First of Type Equipment

3.29  Lessons: First of type equipment generally refers to equipment or systems that have not been proven in service with other military or commercial organisations and are new to the ADF. Because of limited knowledge and lack of precedent, first of type equipment projects experience a range of unique and interrelated issues across areas like requirements management, system development and integration, verification and validation, resourcing, schedule, contract management, and complexity in establishing a sustainable in-service support system.

3.30  Implementation: Implementation of the Defence Procurement and Sustainment Review 2008 (the Mortimer Review) addresses these lessons by requiring the DMO to be responsible and accountable for developing cost, schedule and risk analyses for military equipment, and for developing and implementing the acquisition strategy. This will build on the reform, since the implementation of the Defence Procurement Review 2003 (the Kinnaird Review), which required the DMO to have far greater involvement in the development of capability proposals. This involvement commences before projects enter the DCP and grows as projects proceed through the two-pass Government approval process to identify, manage and reduce project risk. The acquisition strategies for those projects involving first of type developmental equipment and systems require significant investment in understanding the inherent risk and then investigating and managing risk between Government approvals at First and Second Pass, as well as during contract.

3.31  The recently introduced Gate Review Assurance Boards provide independent assurance by critically examining all aspects of projects at pre-determined milestones, at different phases of their capability and materiel acquisition lifecycle, to ensure readiness for the project to proceed from one phase to the next.

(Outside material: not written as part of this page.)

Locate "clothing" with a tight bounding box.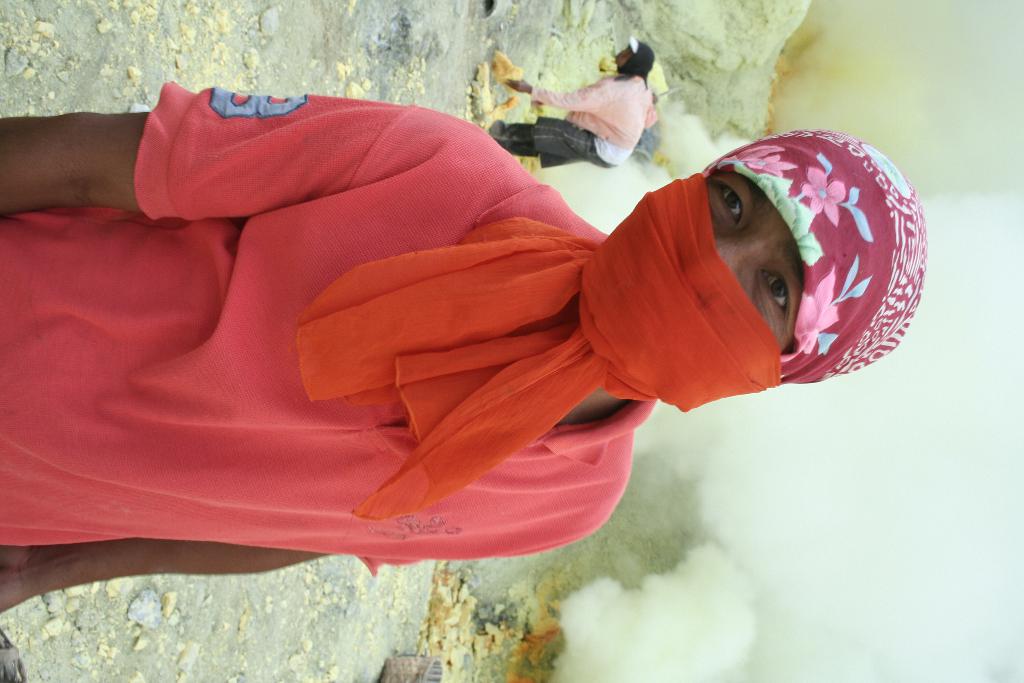
<box>77,107,858,575</box>.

3.32  The DMO has been refining its requirements and systems engineering processes, project planning, evaluation, review and contract management processes to address technical risks inherent in complex systems development and integration projects, and to plan the total costs of ownership for a capability. Further improvements are planned, to improve contracting templates and oversight to strengthen early planning of the definition and implementation of support concepts, particularly for OTS and first of type developmental systems.